Report highlights progress made in global AMR fight
A new report from the United Nations Foundation and the Wellcome Trust is highlighting the progress that’s been made, and the work that needs to be done, in the year since world leaders made a commitment to address antimicrobial resistance (AMR).
The report, published a year to the day that the United Nations (UN) General Assembly agreed to address the root causes of AMR and take action to tackle the problem, shows that many nations are following up on their pledge to encourage more responsible use of antimicrobials in human medicine and agriculture. Out of 151 countries recently surveyed, 85% say they are developing or have developed national action plans on AMR and 52% have a fully developed plan that addresses the One Health spectrum of human, animal, and environmental sectors.
Among these countries is India, frequently viewed as a poster child for unregulated use of antimicrobials. India launched a multi-sectoral effort to curb AMR in April.
Key policy efforts
Progress has also been made in global governance, the report notes. The Inter-Agency Coordination Group (IACG), a body formed to provide guidance and ensure sustained global action, held its first official meeting and adopted a Framework for Action.
The IACG, which will report back to the UN on global progress in 2018, is seen as providing important leadership in the fight against AMR. And in July, the leaders of the G20 nations reaffirmed their commitment to fighting AMR, pledging to implement national action plans by the end of 2018 and promote prudent use of antimicrobials in all sectors.
UN Foundation president and CEO Kathy Calvin says these much-needed actions are an indication that awareness of AMR is growing among policy makers. “AMR is a challenge that spans an enormous cross-section of modern life around the world,” she writes in the report. “This global problem needs a global response.”
In committing to the 2016 draft declaration on AMR, UN member states agreed to a blueprint that was put forward by the World Health Organization (WHO) in 2015. The WHOs global action plan called for nations to improve public awareness and understanding of AMR, increase surveillance for drug-resistant organisms, reduce the incidence of infection through improved sanitation and hygiene, promote antimicrobial stewardship in human and animal health, and increase investment in new antibiotics, diagnostics, and vaccines. These goals were to be the basis for national AMR actions plans.
The One Health approach
The report highlights significant global efforts to address overuse of antimicrobials in food-animal production during the past 12 months. These efforts include China pledging to gradually end the use of medically important antimicrobials as animal growth promoters; the UK Department for Environment, Food and Rural Affairs setting long-term targets for the reduction of antimicrobials in UK agriculture; and the US Food and Drug Administration finalizing a rule that requires medically important antimicrobials to be authorized by a veterinarian and used only for disease treatment and prevention.
In one of the more far-reaching efforts, Vietnam’s Ministry for Agriculture and Rural Development announced that all antibiotics will be banned from use in livestock after 2020.
These policy actions in the animal health sector have been aided by industry and non-profit groups, the report adds, citing increasing focus on the issue from global food leaders and food producers. In particular, companies like McDonald’s, Kentucky Fried Chicken, and Tyson Foods have made pledges to end the use of medically important antibiotics in the chicken they sell.
In addition, the report acknowledges the commitments made by the drug and diagnostic industries to combat AMR. Among them is the establishment of the AMR Industry Alliance, an effort by pharmaceutical, diagnostic, and biotech companies to develop mechanisms to track progress, identify gaps, and set targets on new antibiotics and diagnostics. These efforts have been complemented by public-private partnerships, including CARB-X and the DRIVE-AB project, which have provided funding for antibiotic and diagnostic research and development and are developing new economic models to promote antibiotic innovation.
Yet for all steps that have been taken, it’s clear much more work needs to be done, the report concludes.
Only 5% of countries, for example, have a multi-sectoral AMR action plan that has been implemented and has identified sources of funding and monitoring in place. Meanwhile, only 11 new antibiotic candidates were in phase 3 clinical trials as of March 2017, and only one in three drugs in the pipeline is from a novel class or has a novel mechanism of action—traits that are considered essential for reducing resistance. And despite growing recognition of the impact of antibiotic use in food-animals, more than 60,000 tons of antibiotics are used in animals globally per year.
On top of this, AMR continues to emerge and spread across the globe, highlighted by reports showing widespread resistance to treatments for gonorrhea, steadily increasing drug resistance in Klebsiella pneumoniae, Escherichia coli, and Acinetobacter strains, and the emergence of an extensively drug-resistant form of tuberculosis that’s spreading from person to person in South Africa.
“These developments, coming in just the past 12 months, underline the central truth of drug-resistant infections: that they are already inflicting a cruel burden on individuals and more broadly on global health today,” Wellcome Trust Director Jeremy Farrar, MD, PhD, writes in the report.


### TASK STATEMENT:
Your job is to retype all of the data word for word, leaving every image out.
[DATA TO PROCESS]
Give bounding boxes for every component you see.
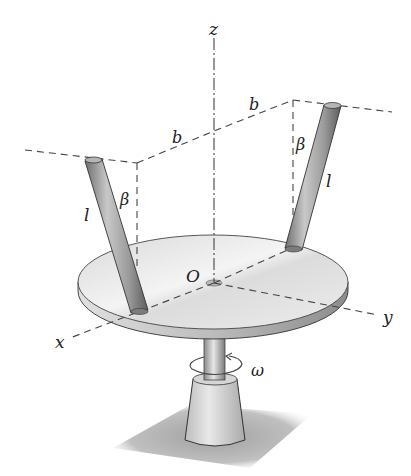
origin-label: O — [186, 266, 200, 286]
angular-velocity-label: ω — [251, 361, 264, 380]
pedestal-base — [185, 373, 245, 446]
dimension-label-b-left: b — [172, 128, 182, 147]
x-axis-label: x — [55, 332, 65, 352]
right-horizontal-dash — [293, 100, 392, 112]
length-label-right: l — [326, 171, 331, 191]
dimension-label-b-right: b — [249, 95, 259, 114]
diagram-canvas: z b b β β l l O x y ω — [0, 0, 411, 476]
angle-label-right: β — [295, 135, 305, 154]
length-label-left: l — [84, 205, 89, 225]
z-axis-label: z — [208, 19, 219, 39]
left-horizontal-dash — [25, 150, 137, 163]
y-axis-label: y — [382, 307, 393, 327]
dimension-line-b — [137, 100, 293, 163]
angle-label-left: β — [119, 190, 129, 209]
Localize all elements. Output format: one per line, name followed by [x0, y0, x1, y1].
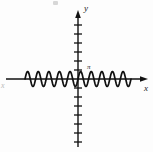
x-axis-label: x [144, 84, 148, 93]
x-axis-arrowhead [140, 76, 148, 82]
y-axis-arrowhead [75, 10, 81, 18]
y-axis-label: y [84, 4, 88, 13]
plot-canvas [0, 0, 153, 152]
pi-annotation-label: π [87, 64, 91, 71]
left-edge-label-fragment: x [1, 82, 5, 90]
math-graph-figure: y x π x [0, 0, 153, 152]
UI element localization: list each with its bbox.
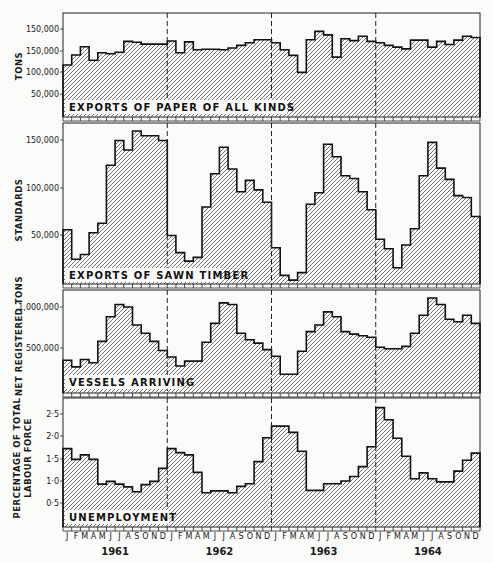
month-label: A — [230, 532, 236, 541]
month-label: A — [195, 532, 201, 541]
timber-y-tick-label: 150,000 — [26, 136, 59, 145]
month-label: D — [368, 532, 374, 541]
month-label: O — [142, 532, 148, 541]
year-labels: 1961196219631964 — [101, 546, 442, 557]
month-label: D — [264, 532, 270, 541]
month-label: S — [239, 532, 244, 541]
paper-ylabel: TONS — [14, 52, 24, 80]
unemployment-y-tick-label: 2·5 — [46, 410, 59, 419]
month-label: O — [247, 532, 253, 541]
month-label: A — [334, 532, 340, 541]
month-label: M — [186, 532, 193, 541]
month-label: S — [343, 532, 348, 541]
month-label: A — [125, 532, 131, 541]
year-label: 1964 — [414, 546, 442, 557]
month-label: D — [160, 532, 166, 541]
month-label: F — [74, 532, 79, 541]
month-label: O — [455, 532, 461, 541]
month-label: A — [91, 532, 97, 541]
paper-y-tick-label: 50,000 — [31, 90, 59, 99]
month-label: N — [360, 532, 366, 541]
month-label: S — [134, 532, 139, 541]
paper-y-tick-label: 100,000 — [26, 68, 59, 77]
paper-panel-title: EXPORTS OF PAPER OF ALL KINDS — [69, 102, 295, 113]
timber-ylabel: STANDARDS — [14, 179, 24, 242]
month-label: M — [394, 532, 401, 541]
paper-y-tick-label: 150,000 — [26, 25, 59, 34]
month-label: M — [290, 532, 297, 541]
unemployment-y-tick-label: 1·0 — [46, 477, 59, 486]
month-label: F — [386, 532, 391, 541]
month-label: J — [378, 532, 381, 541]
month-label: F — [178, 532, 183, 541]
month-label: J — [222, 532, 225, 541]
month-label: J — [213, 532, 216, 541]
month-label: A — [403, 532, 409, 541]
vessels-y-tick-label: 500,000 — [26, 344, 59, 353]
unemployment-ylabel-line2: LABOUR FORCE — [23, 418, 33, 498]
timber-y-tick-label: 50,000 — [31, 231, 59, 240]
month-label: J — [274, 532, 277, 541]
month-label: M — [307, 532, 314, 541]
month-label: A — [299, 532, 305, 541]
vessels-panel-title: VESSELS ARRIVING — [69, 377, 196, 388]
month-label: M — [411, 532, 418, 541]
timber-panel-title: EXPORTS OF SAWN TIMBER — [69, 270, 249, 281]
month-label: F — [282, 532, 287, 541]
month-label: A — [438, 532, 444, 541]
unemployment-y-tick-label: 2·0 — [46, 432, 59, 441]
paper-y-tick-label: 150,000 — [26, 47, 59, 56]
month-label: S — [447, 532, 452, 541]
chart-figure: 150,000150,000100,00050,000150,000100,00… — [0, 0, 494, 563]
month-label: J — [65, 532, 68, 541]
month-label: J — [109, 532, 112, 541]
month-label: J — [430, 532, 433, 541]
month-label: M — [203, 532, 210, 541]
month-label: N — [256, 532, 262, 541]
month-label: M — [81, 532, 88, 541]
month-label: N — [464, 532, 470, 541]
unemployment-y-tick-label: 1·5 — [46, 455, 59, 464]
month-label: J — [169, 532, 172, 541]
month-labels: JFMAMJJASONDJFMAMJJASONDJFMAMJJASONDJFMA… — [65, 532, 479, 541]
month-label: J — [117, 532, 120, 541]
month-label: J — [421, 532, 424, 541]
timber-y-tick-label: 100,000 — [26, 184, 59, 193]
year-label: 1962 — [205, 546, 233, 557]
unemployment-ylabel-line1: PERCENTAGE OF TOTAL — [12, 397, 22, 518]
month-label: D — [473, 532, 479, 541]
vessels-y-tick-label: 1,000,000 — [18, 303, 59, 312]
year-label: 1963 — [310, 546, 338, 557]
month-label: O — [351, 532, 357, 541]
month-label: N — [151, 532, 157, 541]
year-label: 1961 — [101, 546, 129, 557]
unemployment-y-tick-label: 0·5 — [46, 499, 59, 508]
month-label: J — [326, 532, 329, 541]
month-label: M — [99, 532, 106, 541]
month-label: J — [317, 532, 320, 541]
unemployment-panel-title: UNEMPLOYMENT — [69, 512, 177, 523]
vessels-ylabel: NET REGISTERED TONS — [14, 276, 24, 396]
[/DATA TO PROCESS]
### RESPONSE AREA:
Give bounding boxes for every component you see.
origin-label: O — [186, 266, 200, 286]
angular-velocity-label: ω — [251, 361, 264, 380]
pedestal-base — [185, 373, 245, 446]
dimension-label-b-left: b — [172, 128, 182, 147]
x-axis-label: x — [55, 332, 65, 352]
right-horizontal-dash — [293, 100, 392, 112]
length-label-right: l — [326, 171, 331, 191]
dimension-label-b-right: b — [249, 95, 259, 114]
diagram-canvas: z b b β β l l O x y ω — [0, 0, 411, 476]
angle-label-right: β — [295, 135, 305, 154]
length-label-left: l — [84, 205, 89, 225]
z-axis-label: z — [208, 19, 219, 39]
left-horizontal-dash — [25, 150, 137, 163]
y-axis-label: y — [382, 307, 393, 327]
dimension-line-b — [137, 100, 293, 163]
angle-label-left: β — [119, 190, 129, 209]
Localize all elements. Output format: one per line, name followed by [x0, y0, x1, y1].
x-axis-label: x [144, 84, 148, 93]
x-axis-arrowhead [140, 76, 148, 82]
y-axis-arrowhead [75, 10, 81, 18]
y-axis-label: y [84, 4, 88, 13]
plot-canvas [0, 0, 153, 152]
pi-annotation-label: π [87, 64, 91, 71]
left-edge-label-fragment: x [1, 82, 5, 90]
math-graph-figure: y x π x [0, 0, 153, 152]
UI element localization: list each with its bbox.
month-label: A — [230, 532, 236, 541]
month-label: A — [195, 532, 201, 541]
timber-y-tick-label: 150,000 — [26, 136, 59, 145]
month-label: D — [368, 532, 374, 541]
month-label: O — [142, 532, 148, 541]
year-labels: 1961196219631964 — [101, 546, 442, 557]
month-label: D — [264, 532, 270, 541]
month-label: S — [239, 532, 244, 541]
paper-ylabel: TONS — [14, 52, 24, 80]
unemployment-y-tick-label: 2·5 — [46, 410, 59, 419]
month-label: O — [247, 532, 253, 541]
month-label: A — [334, 532, 340, 541]
month-label: M — [186, 532, 193, 541]
month-label: S — [343, 532, 348, 541]
month-label: A — [125, 532, 131, 541]
year-label: 1964 — [414, 546, 442, 557]
month-label: D — [160, 532, 166, 541]
month-label: F — [74, 532, 79, 541]
month-label: O — [455, 532, 461, 541]
month-label: A — [91, 532, 97, 541]
paper-y-tick-label: 50,000 — [31, 90, 59, 99]
month-label: N — [360, 532, 366, 541]
month-label: S — [134, 532, 139, 541]
paper-y-tick-label: 100,000 — [26, 68, 59, 77]
paper-panel-title: EXPORTS OF PAPER OF ALL KINDS — [69, 102, 295, 113]
timber-ylabel: STANDARDS — [14, 179, 24, 242]
month-label: M — [394, 532, 401, 541]
paper-y-tick-label: 150,000 — [26, 25, 59, 34]
month-label: M — [290, 532, 297, 541]
unemployment-y-tick-label: 1·0 — [46, 477, 59, 486]
month-label: F — [386, 532, 391, 541]
month-label: J — [378, 532, 381, 541]
month-label: F — [178, 532, 183, 541]
month-label: J — [222, 532, 225, 541]
month-label: J — [213, 532, 216, 541]
month-label: A — [403, 532, 409, 541]
vessels-y-tick-label: 500,000 — [26, 344, 59, 353]
unemployment-ylabel-line2: LABOUR FORCE — [23, 418, 33, 498]
timber-y-tick-label: 50,000 — [31, 231, 59, 240]
month-label: J — [274, 532, 277, 541]
month-label: M — [307, 532, 314, 541]
month-label: A — [299, 532, 305, 541]
vessels-panel-title: VESSELS ARRIVING — [69, 377, 196, 388]
month-label: M — [411, 532, 418, 541]
timber-panel-title: EXPORTS OF SAWN TIMBER — [69, 270, 249, 281]
month-label: F — [282, 532, 287, 541]
month-label: A — [438, 532, 444, 541]
unemployment-y-tick-label: 2·0 — [46, 432, 59, 441]
paper-y-tick-label: 150,000 — [26, 47, 59, 56]
month-label: S — [447, 532, 452, 541]
chart-figure: 150,000150,000100,00050,000150,000100,00… — [0, 0, 494, 563]
month-label: J — [65, 532, 68, 541]
month-label: J — [109, 532, 112, 541]
month-label: J — [430, 532, 433, 541]
month-label: M — [203, 532, 210, 541]
month-label: N — [256, 532, 262, 541]
month-label: M — [81, 532, 88, 541]
month-label: N — [464, 532, 470, 541]
unemployment-y-tick-label: 1·5 — [46, 455, 59, 464]
month-label: J — [169, 532, 172, 541]
month-labels: JFMAMJJASONDJFMAMJJASONDJFMAMJJASONDJFMA… — [65, 532, 479, 541]
month-label: J — [117, 532, 120, 541]
month-label: J — [421, 532, 424, 541]
timber-y-tick-label: 100,000 — [26, 184, 59, 193]
year-label: 1962 — [205, 546, 233, 557]
unemployment-ylabel-line1: PERCENTAGE OF TOTAL — [12, 397, 22, 518]
month-label: D — [473, 532, 479, 541]
vessels-y-tick-label: 1,000,000 — [18, 303, 59, 312]
year-label: 1963 — [310, 546, 338, 557]
month-label: O — [351, 532, 357, 541]
month-label: N — [151, 532, 157, 541]
year-label: 1961 — [101, 546, 129, 557]
unemployment-y-tick-label: 0·5 — [46, 499, 59, 508]
month-label: J — [326, 532, 329, 541]
month-label: M — [99, 532, 106, 541]
month-label: J — [317, 532, 320, 541]
unemployment-panel-title: UNEMPLOYMENT — [69, 512, 177, 523]
vessels-ylabel: NET REGISTERED TONS — [14, 276, 24, 396]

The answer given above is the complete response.